COMMON GROUNDS: Manon van Hoeckel x Femke Hoppenbrouwer
— ‘Not knowing is the golden ticket for the design process’
Social designer Manon van Hoeckel, who won a Dutch Design Award in the Young Designer category in 2018, highlights the work of Femke Hoppenbrouwer, who recently completed a master’s in Social Design at the Design Academy Eindhoven with her project The Mobility Scooter Dance Collective. Both designers focus on making complex social issues accessible, and while they hadn’t met personally before, it quickly becomes apparent that their paths have crossed in their work.
Femke: “While working on my bachelor’s, I came across the term ‘Social Design’ through Manon’s work—it was essentially my starting point. I used to talk about her a lot back then.”
Manon: “And now, here we are, as colleagues! What I admire about Femke is how she tackles social issues in an accessible way, creating an enjoyable and light-hearted experience for participants and observers alike. You get drawn in playfully, encouraging you to think more deeply about the subject.”
Femke: “A project usually starts with a detail that piques my curiosity. Things you wouldn’t normally notice are what attract me. When you start thinking about such things, you quickly uncover broader social issues underlying them. I kept seeing someone in my neighbourhood on an extravagant mobility scooter and thought: there’s more to this.”
Manon: “You could spend a year writing a plan, but Femke just went out, approached someone on the street and started riding a mobility scooter herself. To me, that’s the most obvious way of conducting research. I see that as a positive, yet not many people work that way.”
Working Method
Femke: “I wanted to remove the dull stigma from the mobility scooter by taking it out of its usual context. We associate scooters with healthcare and their practical function as mobility aid. I then looked for a contrast, and the opposite of that, for me, was theatre. That’s how the idea for a dance performance came about.”
Manon: “I use a kind of Trojan horse method myself. I have a particular goal, like getting people into a museum who wouldn’t normally go there. I do this by first joining the new target audience and seeing what already fits into their lives.”
Femke: “And by involving the non-design world, you can ensure the authenticity of a project.”
Curiosity
Manon: “My issue is that I find almost everything interesting—I’m inquisitive. As a student, I thought I needed to know everything. Now, I see my lack of knowledge as a strength. I let myself be inspired by the experiences of others, and it’s important not to have a strong opinion of yourself. That only creates noise in the research process.”
Femke: “I also try to maintain a blank slate. A potential statement should emerge from the research; it can’t be there at the start.
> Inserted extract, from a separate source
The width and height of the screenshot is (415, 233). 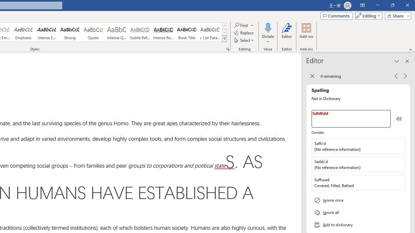 I want to click on Row Down, so click(x=224, y=32).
Things can always turn out differently than you expected.”
Manon: “Yes, not knowing is the golden ticket.”
Catalyst
Femke: “What we both do is stir things up a bit so that people start looking at things differently. In the future, I hope to bring my concepts to multiple locations because interaction is what leads to social impact.”
Manon: “When I first graduated, I thought I needed to complete at least two projects a year under my name, but I’ve let go of that completely. I’m now more focused on where I can make a real difference—I don’t care if my name is attached. That’s why I increasingly take on commissioned projects, where there’s urgency and a team committed to making it happen. As a designer, I think you’re more of a catalyst than the solver of major social problems.”
Mirror
Femke: “The research needs to be shared because otherwise, it’s just a nice personal experience. The way creative people think can shine a different light on things, making what doesn’t yet exist imaginable. And sometimes, all you create is awareness.”
Manon: “I was recently at a youth care organisation, and after an hour, I said, ‘With all these jargon terms, I don’t understand anything you’re saying.’ It holds up a mirror to people because if I don’t get it, how must it be for their young clients? You know, everything related to social values in our society has been made very complex. There’s a role for designers to simplify that.”
Evelien Reich has been the chair of the Young Designer jury of Dutch Design Awards for the past three years. This year, she interviews the Young Designers DDA has selected from the archives and the talents those designers choose to spotlight. All twenty Young Designers from the past and the present will be showcasing their work in the 2024 DDA exhibition during Dutch Design Week in Eindhoven (19–27 October).
Discover the work of Manon van Hoeckel and Femke Hoppenbrouwer and all the other Young Designers of the Past & Present in the DDA24 exhibition at Microlab Hall on Strijp-S, during Dutch Design Week. From 19 to 27 October 2024 in Eindhoven.